I think it was the sleek plastic stocks along with the effortless adjustments of the micro click peep sights and variety of inserts to choose from, and the devastating mass of the wide array of connical bullets that are now available and who can resist those powder pellets? :)
 
In the early 1960's I shot dove and quail with an old friend of the family who, often as not, did his shooting with an original English ML 14 gauge. Even when he used cartridge guns, they were all loaded with black powder. Ithica, LC Smith, Parker, Purdey, H&H. He shot like no one I've seen before or since, and I was more than convinced it was the black powder. Not surprisingly, my first ML was a double 12 gauge and I did a whole lot of bird hunting with it including waterfowl.

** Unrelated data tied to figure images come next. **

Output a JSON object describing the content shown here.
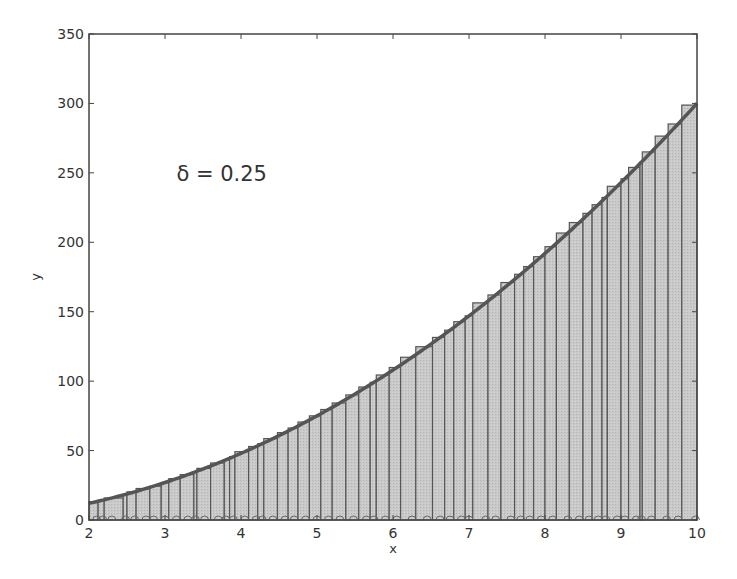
{
  "chart_data": {
    "type": "bar",
    "title": "",
    "xlabel": "x",
    "ylabel": "y",
    "xlim": [
      2,
      10
    ],
    "ylim": [
      0,
      350
    ],
    "xticks": [
      2,
      3,
      4,
      5,
      6,
      7,
      8,
      9,
      10
    ],
    "yticks": [
      0,
      50,
      100,
      150,
      200,
      250,
      300,
      350
    ],
    "grid": false,
    "legend": null,
    "annotation": {
      "text": "δ = 0.25",
      "x": 3.15,
      "y": 250
    },
    "curve": {
      "label": "y = 3x^2",
      "function": "3*x^2",
      "x_range": [
        2,
        10
      ]
    },
    "bar_style": {
      "fill": "#c8c8c8",
      "edge": "#555555"
    },
    "curve_color": "#555555",
    "partition_edges": [
      2.0,
      2.12,
      2.2,
      2.45,
      2.5,
      2.62,
      2.8,
      2.95,
      3.05,
      3.2,
      3.38,
      3.42,
      3.6,
      3.78,
      3.85,
      3.92,
      4.1,
      4.22,
      4.3,
      4.48,
      4.62,
      4.75,
      4.9,
      5.05,
      5.2,
      5.38,
      5.55,
      5.7,
      5.78,
      5.95,
      6.1,
      6.3,
      6.52,
      6.68,
      6.8,
      6.95,
      7.05,
      7.25,
      7.42,
      7.6,
      7.72,
      7.85,
      8.0,
      8.15,
      8.32,
      8.5,
      8.62,
      8.75,
      8.82,
      9.0,
      9.1,
      9.25,
      9.28,
      9.45,
      9.62,
      9.8,
      10.0
    ],
    "sample_points": [
      2.1,
      2.18,
      2.3,
      2.48,
      2.6,
      2.75,
      2.85,
      3.0,
      3.15,
      3.3,
      3.4,
      3.52,
      3.7,
      3.8,
      3.9,
      4.05,
      4.2,
      4.28,
      4.42,
      4.58,
      4.7,
      4.85,
      5.0,
      5.15,
      5.3,
      5.48,
      5.65,
      5.75,
      5.9,
      6.05,
      6.25,
      6.45,
      6.62,
      6.75,
      6.9,
      7.0,
      7.22,
      7.35,
      7.55,
      7.68,
      7.8,
      7.95,
      8.1,
      8.3,
      8.45,
      8.58,
      8.7,
      8.8,
      8.95,
      9.05,
      9.2,
      9.27,
      9.4,
      9.6,
      9.75,
      9.98
    ],
    "note": "Riemann-sum bars approximating area under y=3x^2 on [2,10]; bar heights = 3*(sample point)^2; partition estimated from pixels"
  },
  "labels": {
    "xlabel": "x",
    "ylabel": "y",
    "annotation": "δ = 0.25"
  }
}
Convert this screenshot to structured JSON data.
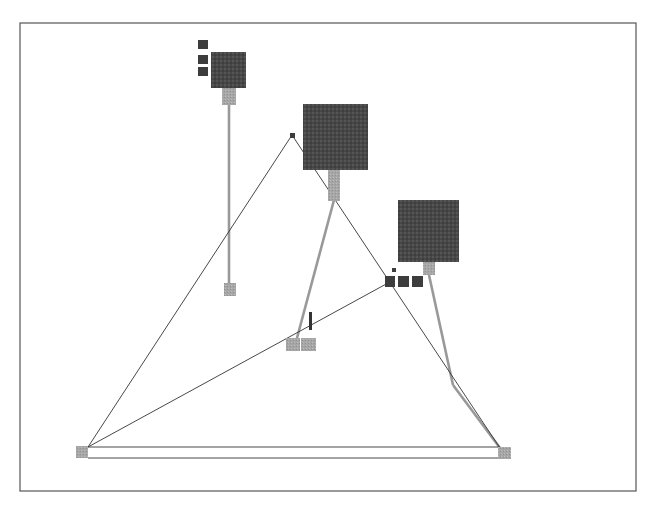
{
  "diagram": {
    "type": "node-link network",
    "frame": {
      "x": 20,
      "y": 23,
      "w": 616,
      "h": 468,
      "stroke": "#555555"
    },
    "colors": {
      "node_dark": "#4a4a4a",
      "node_light": "#a9a9a9",
      "edge_dark": "#333333",
      "edge_gray": "#999999"
    },
    "large_nodes": [
      {
        "id": "node-a",
        "x": 211,
        "y": 52,
        "w": 35,
        "h": 36
      },
      {
        "id": "node-b",
        "x": 303,
        "y": 104,
        "w": 65,
        "h": 66
      },
      {
        "id": "node-c",
        "x": 398,
        "y": 200,
        "w": 61,
        "h": 62
      }
    ],
    "connectors": [
      {
        "id": "conn-a",
        "x": 222,
        "y": 88,
        "w": 14,
        "h": 17
      },
      {
        "id": "conn-b",
        "x": 328,
        "y": 170,
        "w": 12,
        "h": 31
      },
      {
        "id": "conn-c",
        "x": 423,
        "y": 262,
        "w": 12,
        "h": 13
      }
    ],
    "small_dark_nodes": [
      {
        "x": 198,
        "y": 40,
        "w": 10,
        "h": 9
      },
      {
        "x": 198,
        "y": 55,
        "w": 10,
        "h": 9
      },
      {
        "x": 198,
        "y": 67,
        "w": 10,
        "h": 9
      },
      {
        "x": 385,
        "y": 276,
        "w": 10,
        "h": 11
      },
      {
        "x": 398,
        "y": 276,
        "w": 11,
        "h": 11
      },
      {
        "x": 412,
        "y": 276,
        "w": 11,
        "h": 11
      },
      {
        "x": 392,
        "y": 268,
        "w": 4,
        "h": 4
      },
      {
        "x": 290,
        "y": 133,
        "w": 5,
        "h": 5
      }
    ],
    "light_anchors": [
      {
        "x": 224,
        "y": 283,
        "w": 12,
        "h": 13
      },
      {
        "x": 286,
        "y": 338,
        "w": 14,
        "h": 13
      },
      {
        "x": 301,
        "y": 338,
        "w": 15,
        "h": 13
      },
      {
        "x": 76,
        "y": 446,
        "w": 12,
        "h": 12
      },
      {
        "x": 498,
        "y": 447,
        "w": 13,
        "h": 12
      }
    ],
    "figure_marker": {
      "x": 309,
      "y": 312,
      "w": 3,
      "h": 18
    },
    "edges_dark": [
      {
        "x1": 292,
        "y1": 135,
        "x2": 88,
        "y2": 447
      },
      {
        "x1": 292,
        "y1": 135,
        "x2": 500,
        "y2": 448
      },
      {
        "x1": 388,
        "y1": 283,
        "x2": 88,
        "y2": 447
      },
      {
        "x1": 88,
        "y1": 447,
        "x2": 500,
        "y2": 447
      },
      {
        "x1": 88,
        "y1": 458,
        "x2": 500,
        "y2": 458
      }
    ],
    "edges_gray": [
      {
        "x1": 229,
        "y1": 105,
        "x2": 229,
        "y2": 283
      },
      {
        "x1": 334,
        "y1": 200,
        "x2": 297,
        "y2": 338
      },
      {
        "x1": 429,
        "y1": 275,
        "x2": 453,
        "y2": 385
      },
      {
        "x1": 453,
        "y1": 385,
        "x2": 500,
        "y2": 448
      }
    ]
  }
}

Got a little more meat on my bones and he got me into shooting his collection of fine old English and assorted European double rifles. Most were cartridge, but some were ML. He died while I was in high school and I got distracted by girls, college, wife, family and job, so it took quite a while to get around to the rifle side of things. Like about 40 years. Can't imagine why it took so long, but there you have it.

Never learned what became of all his guns, but I clearly remember a whole bunch of his "Kentucks" standing muzzle down in a wooden barrel like umbrellas in one corner of his living room. Those were every day guns, and the good ones were squirreled away with his other rifles and shotgun in his "gun room." No doubt he had several hundred guns, and the newest probably predated WWI. I'm betting the stuff is scattered through collections all over the country now.

Can you guess what pops up in my dreams sometimes?